Simply put, most high-level languages presuppose support for the features they would need to be implementing. What is a Python dictionary? A hash table. Where does the memory this hash table use come from? The Python Object allocator, which sits atop the Python raw memory allocator, which sits atop the C library allocator, which sits atop the OS virtual memory implementation, which sits atop the OS kernel implementation of memory page management, which sits atop the code that talks to the hardware MMU (memory management unit), which sits atop the hardware memory itself. Typically all of this couples with the CPU and the low-level hardware cache management and/or chipset in myriad unholy ways.
Now I ask you: if simply declaring Python ints or strings or dicts requires all of this, how do you expect to be able to write an OS using these ints, strings, and dicts?
Does that make any sense? Concrete is a great tool for building foundations, but not so great for building bookshelves or kitchen tables with.
The assumption of all of this is that the "encryption" lies in the source code. What if we were to write a programming language that interpreted the biblical (note lower case;-) book of genesis as a usable RSA algorithm implementation? Would it be illegal to export the book of genesis then? It all comes down to the gov't restricting speech.
The slashdot community doesn't want it.
The mailbox contains a small figurine of some sort. Upon closer inspection, it appears to be constructed of some sort of fossilized wood, depicting a once-popular actress alongside a popular southern state hot grain product.
Further, this is not exactly complicated shit. It's a discussion web site for Christ's sake.
You are a fucking retard. The point is precisely that the posters of good comments are themselves planning to go away.
Says "nope"
SONY SELLS BETA FOR UNDISCLOSED FEE
Dice touched my pee pee now it burns help me digg you have to
/rioting in the streets/
Dare I say that such a thing might be properly termed a "pussy riot"
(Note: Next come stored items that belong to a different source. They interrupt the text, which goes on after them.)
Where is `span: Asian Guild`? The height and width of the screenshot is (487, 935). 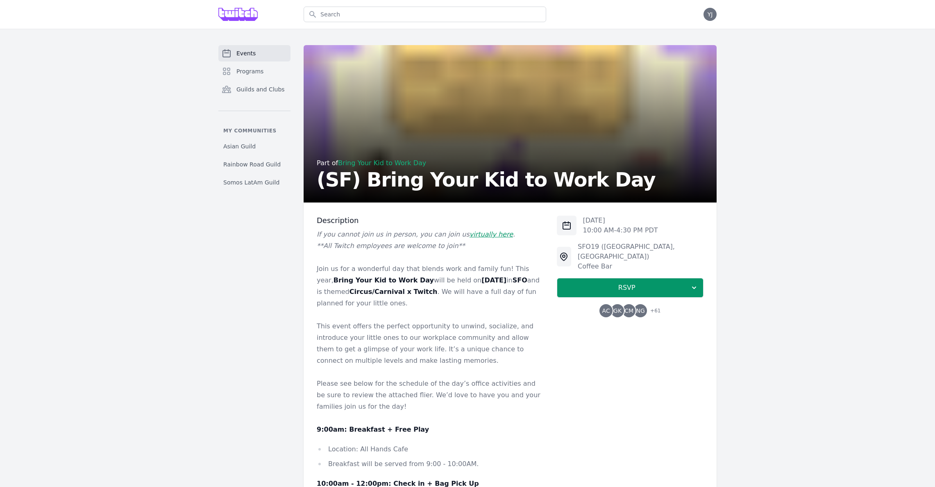 span: Asian Guild is located at coordinates (239, 146).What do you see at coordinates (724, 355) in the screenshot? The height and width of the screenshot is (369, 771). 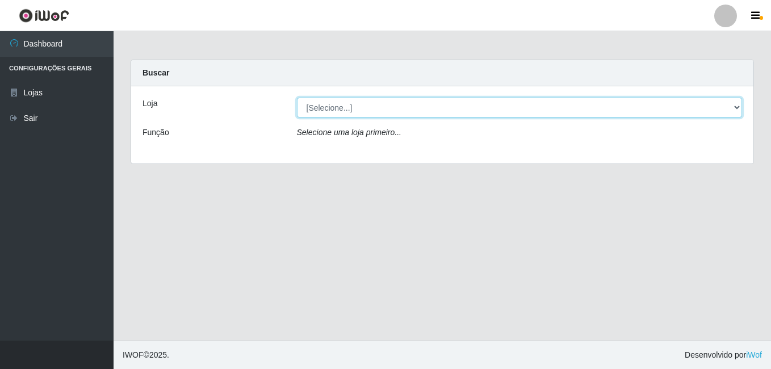 I see `span: Desenvolvido por` at bounding box center [724, 355].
Beta = female genital mutilation
I lost my both of my arms in an armed robbery, you insensitive clod!
I do the same thing that you do even though I can get new hardware easily. It's just in my nature, I guess. Do more with less.
Here's what I do:
As well as this one...
I, for one, welcome our new moon raping overlords.
Remember the trolltalk sid by any chance?
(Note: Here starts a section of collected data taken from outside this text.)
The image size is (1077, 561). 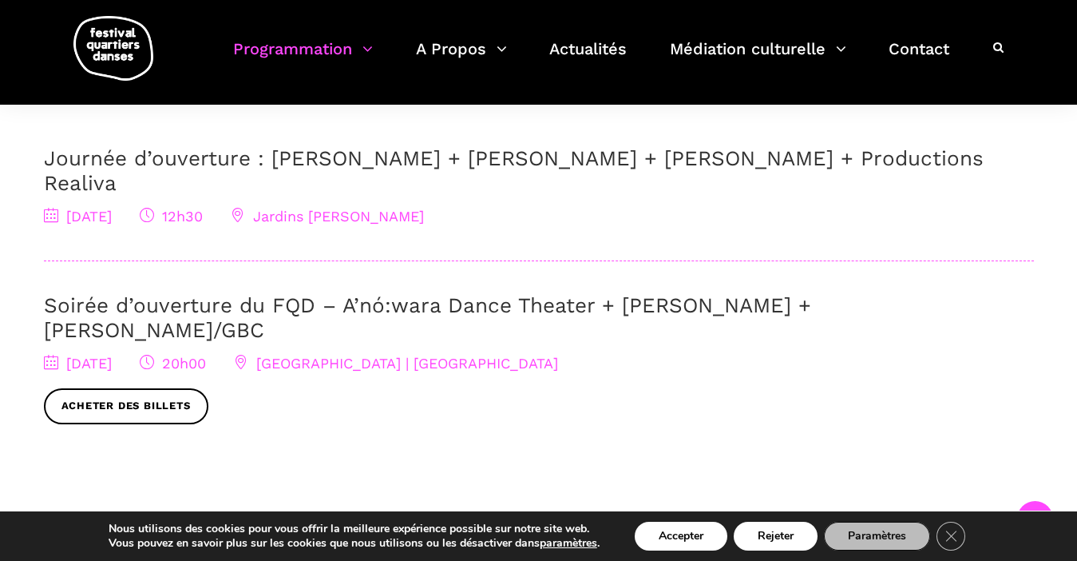 What do you see at coordinates (758, 58) in the screenshot?
I see `a: Médiation culturelle` at bounding box center [758, 58].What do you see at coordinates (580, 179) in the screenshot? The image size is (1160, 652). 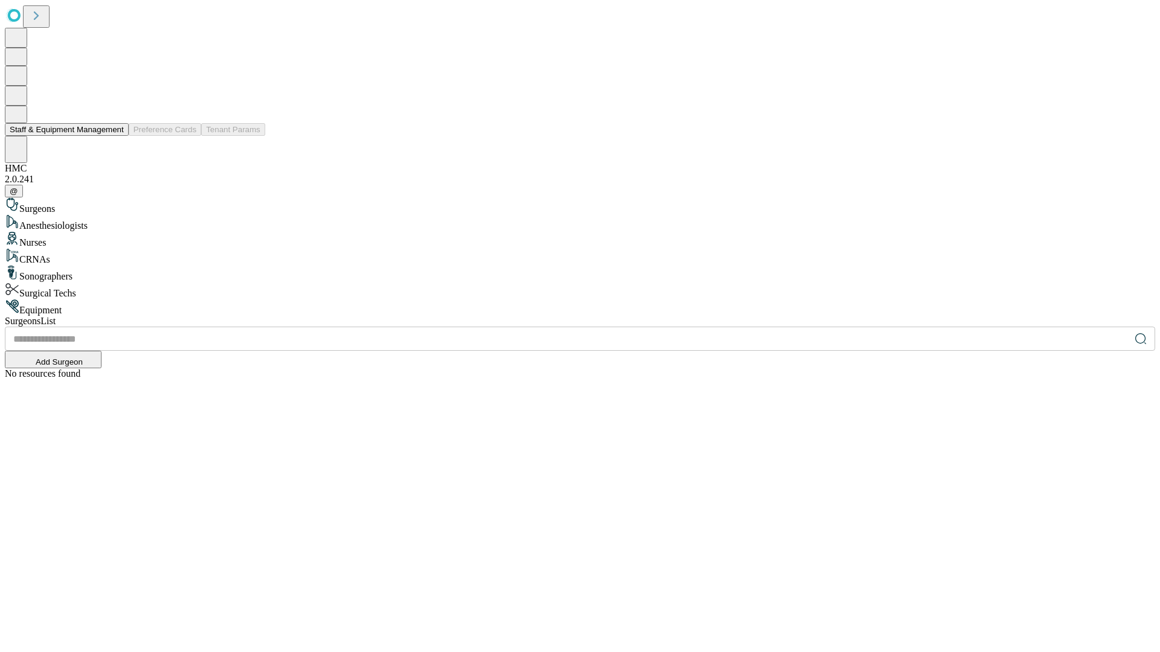 I see `div: 2.0.241` at bounding box center [580, 179].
That's actually a fairly difficult question to answer in this context. It's fairly obvious to anyone that has to regularly deal with this kind of thing, but difficult to explain for the same reason-- it can be hard to figure out why it's not obvious to the person asking the question.
Simply put, most high-level languages presuppose support for the features they would need to be implementing. What is a Python dictionary? A hash table. Where does the memory this hash table use come from? The Python Object allocator, which sits atop the Python raw memory allocator, which sits atop the C library allocator, which sits atop the OS virtual memory implementation, which sits atop the OS kernel implementation of memory page management, which sits atop the code that talks to the hardware MMU (memory management unit), which sits atop the hardware memory itself. Typically all of this couples with the CPU and the low-level hardware cache management and/or chipset in myriad unholy ways.
Now I ask you: if simply declaring Python ints or strings or dicts requires all of this, how do you expect to be able to write an OS using these ints, strings, and dicts?
Does that make any sense? Concrete is a great tool for building foundations, but not so great for building bookshelves or kitchen tables with.
Would you like some pancakes?
Ding Ding Ding. We have a winner. You are absolutely correct.
The assumption of all of this is that the "encryption" lies in the source code. What if we were to write a programming language that interpreted the biblical (note lower case ;-) book of genesis as a usable RSA algorithm implementation? Would it be illegal to export the book of genesis then? It all comes down to the gov't restricting speech.